As scripted by Clayton Frohman and rewritten by future sports drama auteur Ron Shelton, Spottiswoode's film argues for impartiality from both the US media and its military. It was made in an era before cable news channels that explicitly take political sides, and in this way it may have lost some of its ability to shock. We've become well accustomed to media manipulation - where a front page story can justify a war, only to be later followed by a single paragraph retraction on page 27 - though unlike Price's actions in aiding the Sandinistas, in reality it's always in favour of western interests.
What is striking is how the film has no qualms in aligning itself with a group in the Sandinistas who were officially considered enemies of the US. It's impossible to imagine a Hollywood movie emerging today in which its heroes come to the aid of Venezuela's Nicolás Maduro or Syria's Assad regime.
If things occasionally get a little far-fetched, the film is somewhat grounded by Nolte's everyman performance.
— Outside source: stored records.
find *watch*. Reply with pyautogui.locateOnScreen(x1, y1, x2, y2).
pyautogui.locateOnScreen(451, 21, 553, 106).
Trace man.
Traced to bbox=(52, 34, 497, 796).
Coming a year after his famously hoary turn in 48 Hrs., Nolte's performance here feels like it was made a decade before that Eddie Murphy vehicle, so well does he convey his character's naivete. His Price is a stand-in for the American public, arriving wide-eyed and bushy-tailed and committed to the values of his profession ("I take pictures, not sides"), but his objectivity is soon broken down when he witnesses firsthand the horrors his country inflicts in the name of safe-guarding their own interests. Price and Claire's romance may have come off as distasteful against this backdrop were it not itself fuelled by their mutual loss of innocence. The more committed to the rebel cause they become, the closer they are drawn together, activism as aphrodisiac.
Shooting in Mexico on a modest budget with a local crew he knew from his time working under Sam Peckinpah, Spottiswoode and his art department work wonders in convincing us the action we're seeing really is taking place in a war-torn nation. Walls are pock-marked with bulletholes, rubble and bodies litter the streets and the rumble of government tanks provides an ominous soundtrack to accompany Jerry Goldsmith's melancholy score.
Like many of the politically charged dramas of the '80s (the only true masterpiece of this movement is Roland Joffé's The Killing Fields), Under Fire today feels a little naive, a little too glamorous and a little on-the-nose. But with today's Hollywood so reluctant to indulge in politics (outside of cynical marketing campaigns aimed at exploiting identity politics, that is), we may have to rely on this era of filmmaking for commentary on the geo-politics of our own unjust times.
Extras:
Two commentaries - one with director Roger Spottiswoode, assistant editor Paul Seydor, photo-journalist Matthew Naythons and film historian Nick Redman' the other with music mixer-producer Bruce Botnick, music editor Kenny Hal and film historians Jeff Bond, Julie Kirgo and Nick Redman; brief Joanna Cassidy interview; original trailer; booklet with new writing by author Scott Harrison (first 2000 copies only).
Under Fire is on blu-ray June 17th from Eureka Entertainment.